Carrey's performance is dead on

Just this week, The National Enquirer ran a story headlined "Andy Kaufman Really Is Dead!" accompanied by a copy of the comic's death certificate, dated May 16, 1984. That rumors still persist that perhaps Kaufman faked his own death and might still show up as, say, a surprise guest on Letterman, is somehow a testament to how good his act really was. Kaufman always kept his audience - and sometimes friends and family - guessing.
   Kaufman does live on, of course, in that endless loop of reruns known as cable TV. Thanks to Comedy Central and TV Land, new generations can keep discovering him on old episodes of "Saturday Night Live" and "Taxi." But highly entertaining though they are, these random snippets of video don't do much to explain the real man behind the goofy accents and put-on characters.
   The new film "Man on the Moon" (now playing) peels away only a little of the facade of Kaufman the comic provocateur. But by concentrating on the magical quality of his best-remembered performances - the naive Foreign Man, belligerent nightclub weasel Tony Clifton, Andy the wrestler of women - it does create a fascinating picture of a genius whose art was about being completely and utterly unpredictable.
   Director Milos Forman and screenwriters Scott Alexander and Larry Karaszewski (the same trio who made "The People vs. Larry Flynt") examine Kaufman's life by charting the highs and lows of his career.

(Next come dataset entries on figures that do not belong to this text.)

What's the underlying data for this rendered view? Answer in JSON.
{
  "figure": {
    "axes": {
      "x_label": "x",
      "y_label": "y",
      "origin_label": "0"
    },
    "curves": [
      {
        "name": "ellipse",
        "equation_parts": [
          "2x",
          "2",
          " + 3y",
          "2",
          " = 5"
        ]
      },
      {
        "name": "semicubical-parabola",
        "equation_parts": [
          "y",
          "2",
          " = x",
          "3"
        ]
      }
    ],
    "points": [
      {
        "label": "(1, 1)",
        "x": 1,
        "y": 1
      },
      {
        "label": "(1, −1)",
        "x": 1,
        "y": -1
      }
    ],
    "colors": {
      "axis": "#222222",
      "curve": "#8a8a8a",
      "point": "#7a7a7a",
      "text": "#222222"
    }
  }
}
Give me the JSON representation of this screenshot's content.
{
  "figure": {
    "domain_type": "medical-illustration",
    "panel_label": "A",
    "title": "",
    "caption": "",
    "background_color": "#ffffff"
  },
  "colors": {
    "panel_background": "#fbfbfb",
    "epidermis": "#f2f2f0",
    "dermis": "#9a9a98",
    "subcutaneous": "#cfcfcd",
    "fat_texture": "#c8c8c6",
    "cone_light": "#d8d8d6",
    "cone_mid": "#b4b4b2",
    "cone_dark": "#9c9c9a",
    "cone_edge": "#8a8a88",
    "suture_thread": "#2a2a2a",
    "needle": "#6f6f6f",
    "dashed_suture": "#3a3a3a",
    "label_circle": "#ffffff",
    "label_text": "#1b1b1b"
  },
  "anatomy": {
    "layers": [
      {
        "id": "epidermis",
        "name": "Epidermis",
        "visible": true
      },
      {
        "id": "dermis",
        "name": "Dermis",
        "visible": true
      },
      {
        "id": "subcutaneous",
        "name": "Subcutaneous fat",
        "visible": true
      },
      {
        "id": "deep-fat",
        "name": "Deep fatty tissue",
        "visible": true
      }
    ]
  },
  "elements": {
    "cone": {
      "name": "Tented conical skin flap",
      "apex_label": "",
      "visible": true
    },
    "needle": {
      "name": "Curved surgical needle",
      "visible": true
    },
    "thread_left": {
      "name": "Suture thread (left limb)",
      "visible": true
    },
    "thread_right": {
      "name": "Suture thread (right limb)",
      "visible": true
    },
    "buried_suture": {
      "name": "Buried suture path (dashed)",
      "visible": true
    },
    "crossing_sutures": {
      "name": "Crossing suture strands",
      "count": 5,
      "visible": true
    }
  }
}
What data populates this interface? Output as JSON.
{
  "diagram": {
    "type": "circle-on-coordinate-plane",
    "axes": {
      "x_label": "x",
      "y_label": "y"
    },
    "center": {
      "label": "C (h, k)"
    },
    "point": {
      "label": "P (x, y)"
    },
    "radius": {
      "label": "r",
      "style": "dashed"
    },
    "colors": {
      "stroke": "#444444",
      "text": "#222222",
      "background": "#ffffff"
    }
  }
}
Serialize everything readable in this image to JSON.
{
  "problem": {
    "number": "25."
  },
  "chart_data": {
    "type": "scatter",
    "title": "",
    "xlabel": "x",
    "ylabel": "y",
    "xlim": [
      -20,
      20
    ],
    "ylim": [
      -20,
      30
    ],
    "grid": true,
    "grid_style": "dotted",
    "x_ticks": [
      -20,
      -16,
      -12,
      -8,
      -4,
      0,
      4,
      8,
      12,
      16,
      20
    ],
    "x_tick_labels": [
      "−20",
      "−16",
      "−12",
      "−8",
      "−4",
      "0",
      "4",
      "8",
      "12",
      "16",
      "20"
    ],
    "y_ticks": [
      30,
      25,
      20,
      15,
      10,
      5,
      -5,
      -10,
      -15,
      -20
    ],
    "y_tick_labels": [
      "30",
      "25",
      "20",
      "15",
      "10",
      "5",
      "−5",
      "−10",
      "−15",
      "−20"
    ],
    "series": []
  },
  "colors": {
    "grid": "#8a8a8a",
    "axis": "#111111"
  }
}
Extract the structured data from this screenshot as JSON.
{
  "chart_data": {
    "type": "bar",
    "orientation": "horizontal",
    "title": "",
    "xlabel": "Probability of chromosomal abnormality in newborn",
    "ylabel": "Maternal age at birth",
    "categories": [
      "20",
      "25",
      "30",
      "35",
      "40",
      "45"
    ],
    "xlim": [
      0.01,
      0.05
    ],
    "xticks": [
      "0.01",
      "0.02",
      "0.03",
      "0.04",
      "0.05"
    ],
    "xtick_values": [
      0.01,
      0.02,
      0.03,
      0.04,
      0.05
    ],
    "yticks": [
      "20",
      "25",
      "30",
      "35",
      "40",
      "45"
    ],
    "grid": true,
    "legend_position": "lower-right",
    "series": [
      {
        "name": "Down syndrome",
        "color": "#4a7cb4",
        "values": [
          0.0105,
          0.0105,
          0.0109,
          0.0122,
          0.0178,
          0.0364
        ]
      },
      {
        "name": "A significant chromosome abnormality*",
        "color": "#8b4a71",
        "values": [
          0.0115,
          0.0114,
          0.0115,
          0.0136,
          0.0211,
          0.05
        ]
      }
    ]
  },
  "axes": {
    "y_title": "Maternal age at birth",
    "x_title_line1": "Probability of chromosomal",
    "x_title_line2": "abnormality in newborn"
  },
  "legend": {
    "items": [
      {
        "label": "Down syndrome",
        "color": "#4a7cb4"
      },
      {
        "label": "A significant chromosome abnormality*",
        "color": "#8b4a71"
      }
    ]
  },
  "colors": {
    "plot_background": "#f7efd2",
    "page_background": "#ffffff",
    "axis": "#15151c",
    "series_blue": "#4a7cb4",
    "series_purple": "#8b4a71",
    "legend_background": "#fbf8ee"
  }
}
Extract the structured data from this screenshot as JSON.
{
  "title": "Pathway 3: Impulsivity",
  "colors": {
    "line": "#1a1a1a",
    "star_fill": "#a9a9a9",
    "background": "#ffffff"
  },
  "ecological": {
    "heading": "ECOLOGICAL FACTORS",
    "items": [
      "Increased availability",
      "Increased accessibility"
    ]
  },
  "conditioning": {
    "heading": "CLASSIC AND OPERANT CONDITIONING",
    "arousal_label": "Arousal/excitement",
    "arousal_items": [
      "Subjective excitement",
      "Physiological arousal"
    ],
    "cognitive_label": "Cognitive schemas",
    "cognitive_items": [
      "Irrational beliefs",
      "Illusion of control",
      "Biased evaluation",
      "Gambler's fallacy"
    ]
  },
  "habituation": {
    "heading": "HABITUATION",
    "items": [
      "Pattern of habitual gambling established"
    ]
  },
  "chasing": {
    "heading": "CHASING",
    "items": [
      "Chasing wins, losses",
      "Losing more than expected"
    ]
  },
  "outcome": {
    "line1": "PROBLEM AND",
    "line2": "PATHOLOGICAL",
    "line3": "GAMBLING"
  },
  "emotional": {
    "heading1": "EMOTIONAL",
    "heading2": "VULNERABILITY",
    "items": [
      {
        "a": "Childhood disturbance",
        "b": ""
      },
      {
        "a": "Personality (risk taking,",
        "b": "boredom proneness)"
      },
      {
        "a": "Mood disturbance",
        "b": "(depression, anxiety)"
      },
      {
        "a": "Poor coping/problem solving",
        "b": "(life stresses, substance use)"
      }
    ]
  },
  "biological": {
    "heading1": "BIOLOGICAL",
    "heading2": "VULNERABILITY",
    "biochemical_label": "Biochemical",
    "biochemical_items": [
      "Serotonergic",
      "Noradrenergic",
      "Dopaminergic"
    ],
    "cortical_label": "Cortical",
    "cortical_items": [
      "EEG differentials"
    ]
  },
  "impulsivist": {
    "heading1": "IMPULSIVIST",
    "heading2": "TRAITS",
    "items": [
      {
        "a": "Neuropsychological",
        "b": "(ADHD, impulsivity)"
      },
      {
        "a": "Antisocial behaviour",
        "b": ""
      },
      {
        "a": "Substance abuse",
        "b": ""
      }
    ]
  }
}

   As a beginning stand-up comic, he's an enigma, willing to risk getting booed off the stage for the sake of making a boozy audience snap to attention and feel something, even if that something is unrestrained disgust. Kaufman gleefully lip-synchs two lines of "The Mighty Mouse" theme song on "SNL," then tortures a hostile college audience by ignoring their requests for "Latka" (his "Taxi" character) and reading "The Great Gatsby." Every word up to "The End."
   Locked into five years as Latka, velvet handcuffs for an experimental thinker like Kaufman, he invents the oily Clifton character, and demands a separate dressing room for him.
   Nobody else did this stuff back in the late 1970s and early 1980s.
   The closest thing to Kaufman working today is Jim Carrey and it's amazing that in a Hollywood known for its gigantic casting blunders (remember George Clooney as Batman?), he's been allowed to portray the lead in "Man on the Moon."
   Carrey doesn't just impersonate Kaufman, he inhabits him, understands him, maybe even channels him. They are twin souls, these two funny men, the type capable of childish pranks one minute, extraordinary poetic gestures the next.
   The beauty of Carrey's performance isn't just in his right-on Kaufman slouch or whispery Kaufman delivery. It's in his eyes, sweet, sad and searching for the few around him who truly get what he is doing.
   Three who did get Kaufman were girlfriend Lynne, played with soft sensuality by Courtney Love; his manager George Shapiro, played with feisty affection by Danny Devito, who also produced the film; and co-writer, co-conspirator Bob Zmuda, played by Paul Giamatti.
   From its Kaufmanesque opening scenes to its old-fashioned, blatantly sentimental ending, "Man on the Moon" is no small movie. But it's one giant leap toward keeping Andy Kaufman's memory alive.